This is a guest post by John Hessler, curator of the Jay I. Kislak Collection of the History and Archaeology of the Early Americas at the Library of Congress.
On June 12, 1539, a boat set sail from the Spanish city of Seville containing a cargo that would change the face of the Americas forever. On board was Giovanni Paoli (1500–61), perhaps better known by his Spanish name, Juan Pablos. He had been sent to the New World by Juan Cromberger (d. 1540), one of the most successful printers in Spain, to establish the first printing press on the new continent; with Pablos came all the materials and knowledge necessary to start publishing books in the Americas.
Juan Pablos arrived in Mexico City in October 1539 and quickly set up a press that would become known as the Casa de Juan Cromberger. Between Pablos’ arrival and his death in 1561, he published 37 titles, taking over full ownership of the press after Cromberger’s death in 1540. Only some the titles printed survive to the present day.
His first book, the earliest known to have been published in the Americas, came off the presses in 1539. It was titled the “Breve y más compendiosa doctrina Christiana en lengua Mexicana y Castellana,” which translates to “Short Compendium of Catholic Doctrine in Both Nahuatl and Spanish.” The first archbishop of Mexico, Juan de Zumárraga (1468–1548), wrote the book, apparently in both the indigenous language of Nahuatl and in Spanish. Unfortunately, no copies of the book have survived. Through the centuries, it has taken on legendary status, as scholars, collectors and antiquarians have continued to seek it out.
The distinction of being the first book printed in the Americas that can still actually be read goes to another Zumárraga title, “Doctrina breve muy provechosa,” or “Brief and useful Catholic Doctrine,” dating from 1543–44. The Library’s Rare Book and Special Collections Division holds a copy of this extremely rare book.
In it, one finds explanations and philosophical arguments related to the moral and theological principles necessary for a Christian life – the book was part of Zumárraga’s project to convert the peoples of Mexico to the Catholic faith.
Specialists who sit down to read book – which because of the typeface is not for the faint of heart – are immediately struck by the fact that it copies, in Spanish translation, much of the content of a far more famous book, the “Enchiridion,” translated as the “Handbook of a Christian Knight,” by the great humanist scholar Erasmus of Rotterdam (1466–1536).
The “Doctrina breve” contains much more, however, than a simple copy of Erasmus’ text. It narrates the Catholic articles of faith, explains the sacraments, talks about the various kinds of sin and works of mercy, and it delves deeply, in its 168 pages, into the importance of living a moral life.
The early printing press, wherever it was found, was often controversial. The one set up in Mexico City by Cromberger and Paoli in 1539 was no different, as it opened up the Americas to the revolution of print that was sweeping through Europe. In 1559, nine years after Zumárraga died, the Mexican church temporarily banned the “Doctrina breve,” somewhat mysteriously. The “Enchiridion” was also considered by many in the church to contain heretical doctrine; it, too, was prohibited reading in 1559.
As publishing increased in the New World, however, it was not only church doctrine that became the subject of the new print culture. Indigenous languages, histories and customs also began to be more widely studied and read, quickly producing such printed masterworks as Alonso de Molina’s (1514–79) “Vocabulario en lengua castellana y Mexicana,” a bilingual dictionary of Spanish and Nahuatl. Originally called the “Aquí comiença un vocabulario en la lengua castellana y mexicana,” it was edited by Juan Pablos in 1555 and was the first dictionary of any kind to be published in the New World.
In the Americas, the printing press gave voice to both indigenous and European thought, as the two cultures began the long and difficult process of accommodating each other in the 16th century. What started as a trickle of books in 1539 increased rapidly and became, to quote Johannes Guttenberg, “a spring of truth” that would “scatter the darkness of ignorance and cause a light heretofore unknown to shine amongst men.”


Write out the listing below in its entirety, minus the pictures, without changing a word.

= Beginning of Section =

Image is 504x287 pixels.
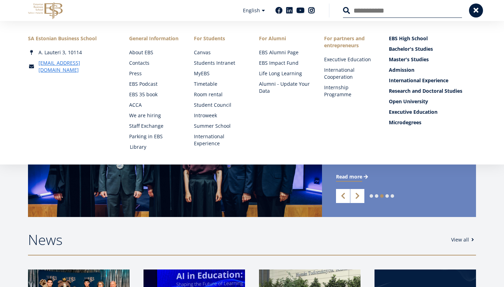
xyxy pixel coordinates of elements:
[296,7,304,14] a: Youtube
[389,119,476,126] a: Microdegrees
[389,87,476,94] a: Research and Doctoral Studies
[129,80,180,87] a: EBS Podcast
[259,80,310,94] a: Alumni - Update Your Data
[259,49,310,56] a: EBS Alumni Page
[194,101,245,108] a: Student Council
[389,35,476,42] a: EBS High School
[38,59,115,73] a: [EMAIL_ADDRESS][DOMAIN_NAME]
[324,66,375,80] a: International Cooperation
[194,122,245,129] a: Summer School
[336,189,350,203] a: Previous
[194,112,245,119] a: Introweek
[28,49,115,56] div: A. Lauteri 3, 10114
[129,70,180,77] a: Press
[259,59,310,66] a: EBS Impact Fund
[129,133,180,140] a: Parking in EBS
[259,35,310,42] span: For Alumni
[194,59,245,66] a: Students Intranet
[259,70,310,77] a: Life Long Learning
[129,101,180,108] a: ACCA
[389,66,476,73] a: Admission
[324,56,375,63] a: Executive Education
[390,194,394,198] a: 5
[324,35,375,49] span: For partners and entrepreneurs
[194,133,245,147] a: International Experience
[129,91,180,98] a: EBS 35 book
[129,59,180,66] a: Contacts
[389,77,476,84] a: International Experience
[350,189,364,203] a: Next
[389,45,476,52] a: Bachelor's Studies
[129,35,180,42] span: General Information
[28,35,115,42] div: SA Estonian Business School
[336,173,369,180] a: Read more
[389,56,476,63] a: Master's Studies
[369,194,373,198] a: 1
[451,236,476,243] a: View all
[375,194,378,198] a: 2
[389,98,476,105] a: Open University
[275,7,282,14] a: Facebook
[389,108,476,115] a: Executive Education
[380,194,383,198] a: 3
[28,231,444,248] h2: News
[129,122,180,129] a: Staff Exchange
[308,7,315,14] a: Instagram
[194,35,245,42] a: For Students
[194,91,245,98] a: Room rental
[194,80,245,87] a: Timetable
[194,49,245,56] a: Canvas
[129,112,180,119] a: We are hiring
[129,49,180,56] a: About EBS
[130,143,181,150] a: Library
[385,194,389,198] a: 4
[336,173,362,180] span: Read more
[194,70,245,77] a: MyEBS
[286,7,293,14] a: Linkedin
[324,84,375,98] a: Internship Programme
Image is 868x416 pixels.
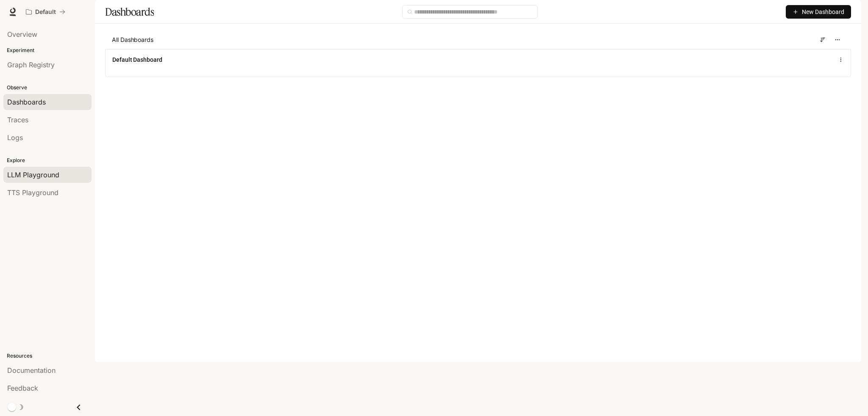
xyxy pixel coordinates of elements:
h1: Dashboards [105,3,154,21]
button: New Dashboard [785,5,851,19]
span: All Dashboards [112,35,153,44]
a: Default Dashboard [112,56,162,64]
span: New Dashboard [802,7,844,17]
p: Default [35,8,56,15]
button: All workspaces [22,3,69,21]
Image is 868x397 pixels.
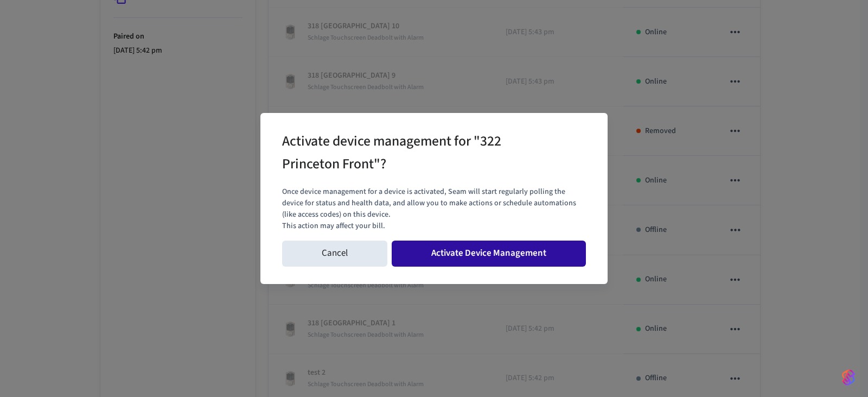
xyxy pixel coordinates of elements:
p: Once device management for a device is activated, Seam will start regularly polling the device fo... [282,186,586,221]
button: Activate Device Management [392,240,586,267]
h2: Activate device management for "322 Princeton Front"? [282,126,556,181]
button: Cancel [282,240,387,267]
img: SeamLogoGradient.69752ec5.svg [842,368,855,386]
p: This action may affect your bill. [282,221,586,232]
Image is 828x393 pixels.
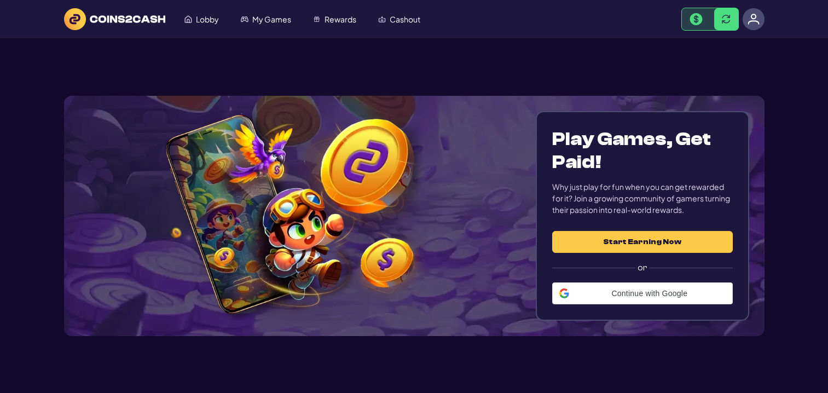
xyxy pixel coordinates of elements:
[313,15,321,23] img: Rewards
[574,289,726,298] span: Continue with Google
[690,13,703,26] img: Money Bill
[252,15,291,23] span: My Games
[553,181,733,216] div: Why just play for fun when you can get rewarded for it? Join a growing community of gamers turnin...
[196,15,219,23] span: Lobby
[174,9,230,30] a: Lobby
[553,231,733,253] button: Start Earning Now
[390,15,421,23] span: Cashout
[185,15,192,23] img: Lobby
[230,9,302,30] a: My Games
[553,283,733,304] div: Continue with Google
[367,9,431,30] a: Cashout
[241,15,249,23] img: My Games
[553,128,733,174] h1: Play Games, Get Paid!
[378,15,386,23] img: Cashout
[302,9,367,30] a: Rewards
[325,15,356,23] span: Rewards
[64,8,165,30] img: logo text
[748,13,760,25] img: avatar
[553,253,733,283] label: or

= End of Section =

▶ _Solution_:
Image is 504x287 pixels.
xyxy pixel coordinates of elements:
[296,7,304,14] a: Youtube
[389,119,476,126] a: Microdegrees
[389,87,476,94] a: Research and Doctoral Studies
[129,80,180,87] a: EBS Podcast
[259,80,310,94] a: Alumni - Update Your Data
[259,49,310,56] a: EBS Alumni Page
[194,101,245,108] a: Student Council
[389,35,476,42] a: EBS High School
[38,59,115,73] a: [EMAIL_ADDRESS][DOMAIN_NAME]
[324,66,375,80] a: International Cooperation
[194,122,245,129] a: Summer School
[336,189,350,203] a: Previous
[194,112,245,119] a: Introweek
[28,49,115,56] div: A. Lauteri 3, 10114
[129,70,180,77] a: Press
[259,59,310,66] a: EBS Impact Fund
[129,133,180,140] a: Parking in EBS
[259,35,310,42] span: For Alumni
[194,59,245,66] a: Students Intranet
[259,70,310,77] a: Life Long Learning
[129,101,180,108] a: ACCA
[389,66,476,73] a: Admission
[324,56,375,63] a: Executive Education
[390,194,394,198] a: 5
[324,35,375,49] span: For partners and entrepreneurs
[194,133,245,147] a: International Experience
[129,91,180,98] a: EBS 35 book
[129,59,180,66] a: Contacts
[389,77,476,84] a: International Experience
[350,189,364,203] a: Next
[389,45,476,52] a: Bachelor's Studies
[129,35,180,42] span: General Information
[28,35,115,42] div: SA Estonian Business School
[336,173,369,180] a: Read more
[389,56,476,63] a: Master's Studies
[369,194,373,198] a: 1
[451,236,476,243] a: View all
[375,194,378,198] a: 2
[389,98,476,105] a: Open University
[275,7,282,14] a: Facebook
[389,108,476,115] a: Executive Education
[380,194,383,198] a: 3
[28,231,444,248] h2: News
[129,122,180,129] a: Staff Exchange
[308,7,315,14] a: Instagram
[194,35,245,42] a: For Students
[194,91,245,98] a: Room rental
[194,80,245,87] a: Timetable
[194,49,245,56] a: Canvas
[129,112,180,119] a: We are hiring
[129,49,180,56] a: About EBS
[130,143,181,150] a: Library
[385,194,389,198] a: 4
[336,173,362,180] span: Read more
[194,70,245,77] a: MyEBS
[286,7,293,14] a: Linkedin
[324,84,375,98] a: Internship Programme
Image is 868x416 pixels.
xyxy pixel coordinates of elements:
h1: Dashboards [105,3,154,21]
button: New Dashboard [785,5,851,19]
span: All Dashboards [112,35,153,44]
a: Default Dashboard [112,56,162,64]
span: New Dashboard [802,7,844,17]
p: Default [35,8,56,15]
button: All workspaces [22,3,69,21]
Image is 868x397 pixels.
xyxy pixel coordinates of elements:
p: Once device management for a device is activated, Seam will start regularly polling the device fo... [282,186,586,221]
button: Activate Device Management [392,240,586,267]
h2: Activate device management for "322 Princeton Front"? [282,126,556,181]
button: Cancel [282,240,387,267]
img: SeamLogoGradient.69752ec5.svg [842,368,855,386]
p: This action may affect your bill. [282,221,586,232]
Image is 828x393 pixels.
xyxy pixel coordinates of elements:
[313,15,321,23] img: Rewards
[574,289,726,298] span: Continue with Google
[690,13,703,26] img: Money Bill
[252,15,291,23] span: My Games
[553,181,733,216] div: Why just play for fun when you can get rewarded for it? Join a growing community of gamers turnin...
[196,15,219,23] span: Lobby
[174,9,230,30] a: Lobby
[553,231,733,253] button: Start Earning Now
[390,15,421,23] span: Cashout
[185,15,192,23] img: Lobby
[230,9,302,30] a: My Games
[553,283,733,304] div: Continue with Google
[367,9,431,30] a: Cashout
[241,15,249,23] img: My Games
[553,128,733,174] h1: Play Games, Get Paid!
[378,15,386,23] img: Cashout
[302,9,367,30] a: Rewards
[325,15,356,23] span: Rewards
[64,8,165,30] img: logo text
[748,13,760,25] img: avatar
[553,253,733,283] label: or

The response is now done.